1
votes

I have an existing RDL report that I want to convert to an RDLC report for use in an MVC application.

According the the MSDN Site the way to convert it is to rename the .rdl file to .rdlc, include it in the project and then use a ReportViewer control to select the datasource.

Being MVC I don't have a ReportViewer control on my page, I was using this post to help me render the report into the Response stream.

I've renamed the rdl to rdlc and included it in my project but I get the following error when trying to open it:

The report definition is not valid. Details: The report definition has an invalid target namespace 'http://schemas.microsoft.com/sqlserver/reporting/2008/01/reportdefinition' which cannot be upgraded.

Any ideas how I can convert the rdl to rdlc without having to re-write it?

3

3 Answers

4
votes

You cannot convert a SQL Server 2008 Reporting Services report .RDL into .RDLC - Microsoft only knows why.....

See Bill Vaughn's Retraction: The ReportViewer Control does NOT support SQL Server 2008 RDL in Local Mode for some expert insight.

In short: right now, Microsoft doesn't have a working story for converting RDL to RDLC in Reporting Services 2008.

1
votes

To correct the earlier answer: you cannot render an SSRS 2008 RDL file with the VS 2005 or VS 2008 ReportViewer control in local mode, because the schema has changed in SSRS 2008, but the control was not brought up to par. VS 2010 comes with a ReportViewer control that apparently supports the SSRS 2008 schema.

If the schema were supported, no conversion would be necessary (other than renaming the file from RDL to RDLC, which is how it worked in a VS 2005 environment).

See my question on MSDN about this issue.

0
votes

Actually, you can convert an .RDL to .RDLC. Copy the report to your report folder on your project, rename the extension from .RDL to RDLC. Just make sure you have the Microsoft.ReportViewer.Webforms reference. I have created a ton of reports, using the Report builder, built and tested them there, then copied them to my project (MVC). Just my 2 cents.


### Task item
Exactly how many lines in the entries contain "weeks"? Give that number alone.

─── Information provided

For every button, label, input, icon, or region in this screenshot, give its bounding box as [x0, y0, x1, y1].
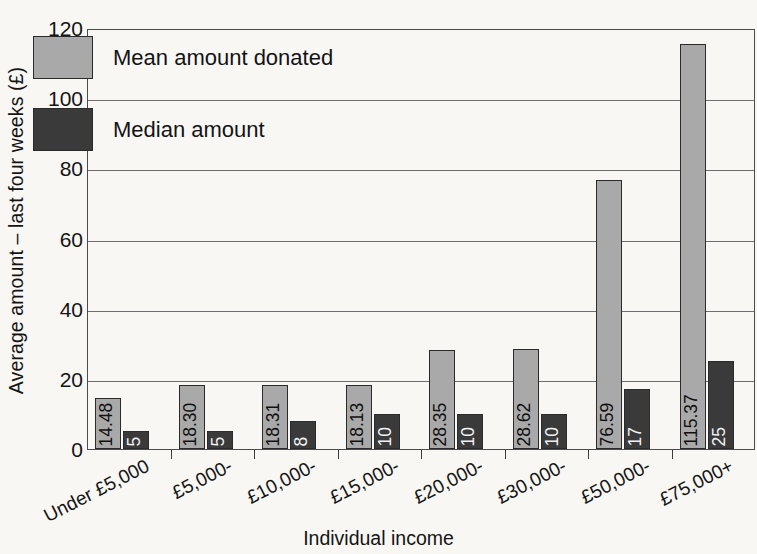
- bar-value-label: 18.31: [265, 402, 283, 446]
- x-category-label: £5,000-: [169, 455, 236, 504]
- bar-value-label: 10: [376, 427, 394, 446]
- bar-mean[interactable]: 18.31: [262, 385, 288, 449]
- bar-mean[interactable]: 28.35: [429, 350, 455, 449]
- bar-value-label: 76.59: [599, 402, 617, 446]
- y-axis-title: Average amount – last four weeks (£): [0, 0, 34, 460]
- bar-median[interactable]: 10: [541, 414, 567, 449]
- legend-item[interactable]: Median amount: [33, 108, 265, 151]
- bar-value-label: 28.62: [515, 402, 533, 446]
- bar-value-label: 10: [543, 427, 561, 446]
- bar-value-label: 28.35: [432, 402, 450, 446]
- bar-mean[interactable]: 18.30: [179, 385, 205, 449]
- bar-value-label: 18.13: [348, 402, 366, 446]
- bar-value-label: 8: [293, 436, 311, 446]
- legend-label: Mean amount donated: [113, 45, 333, 71]
- bar-median[interactable]: 25: [708, 361, 734, 449]
- gridline: [88, 170, 754, 171]
- bar-value-label: 25: [710, 427, 728, 446]
- x-category-label: £15,000-: [326, 455, 403, 509]
- bar-mean[interactable]: 115.37: [680, 44, 706, 449]
- bar-value-label: 18.30: [181, 402, 199, 446]
- x-category-label: £50,000-: [577, 455, 654, 509]
- bar-median[interactable]: 10: [457, 414, 483, 449]
- bar-median[interactable]: 17: [624, 389, 650, 449]
- bar-value-label: 115.37: [682, 394, 700, 446]
- bar-median[interactable]: 5: [123, 431, 149, 449]
- x-category-label: £10,000-: [243, 455, 320, 509]
- legend-swatch-mean: [33, 36, 93, 79]
- bar-value-label: 14.48: [98, 402, 116, 446]
- x-category-label: £30,000-: [493, 455, 570, 509]
- y-tick-label: 60: [35, 229, 83, 250]
- x-axis-category-labels: Under £5,000£5,000-£10,000-£15,000-£20,0…: [0, 455, 757, 525]
- bar-median[interactable]: 5: [207, 431, 233, 449]
- bar-mean[interactable]: 28.62: [513, 349, 539, 449]
- legend-swatch-median: [33, 108, 93, 151]
- legend: Mean amount donatedMedian amount: [33, 8, 453, 158]
- gridline: [88, 241, 754, 242]
- bar-chart-figure: Average amount – last four weeks (£) 020…: [0, 0, 757, 554]
- bar-mean[interactable]: 18.13: [346, 385, 372, 449]
- x-axis-title: Individual income: [0, 527, 757, 550]
- bar-value-label: 17: [627, 427, 645, 446]
- y-tick-label: 80: [35, 158, 83, 179]
- x-category-label: £75,000+: [656, 455, 737, 511]
- bar-value-label: 5: [209, 436, 227, 446]
- legend-label: Median amount: [113, 117, 265, 143]
- bar-mean[interactable]: 14.48: [95, 398, 121, 449]
- bar-median[interactable]: 10: [374, 414, 400, 449]
- bar-value-label: 10: [460, 427, 478, 446]
- y-axis-title-text: Average amount – last four weeks (£): [6, 66, 29, 393]
- gridline: [88, 311, 754, 312]
- x-category-label: Under £5,000: [40, 455, 153, 527]
- y-tick-label: 40: [35, 299, 83, 320]
- bar-mean[interactable]: 76.59: [596, 180, 622, 449]
- gridline: [88, 381, 754, 382]
- bar-median[interactable]: 8: [290, 421, 316, 449]
- bar-value-label: 5: [126, 436, 144, 446]
- y-tick-label: 20: [35, 369, 83, 390]
- legend-item[interactable]: Mean amount donated: [33, 36, 333, 79]
- x-category-label: £20,000-: [410, 455, 487, 509]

──────

### Written response
3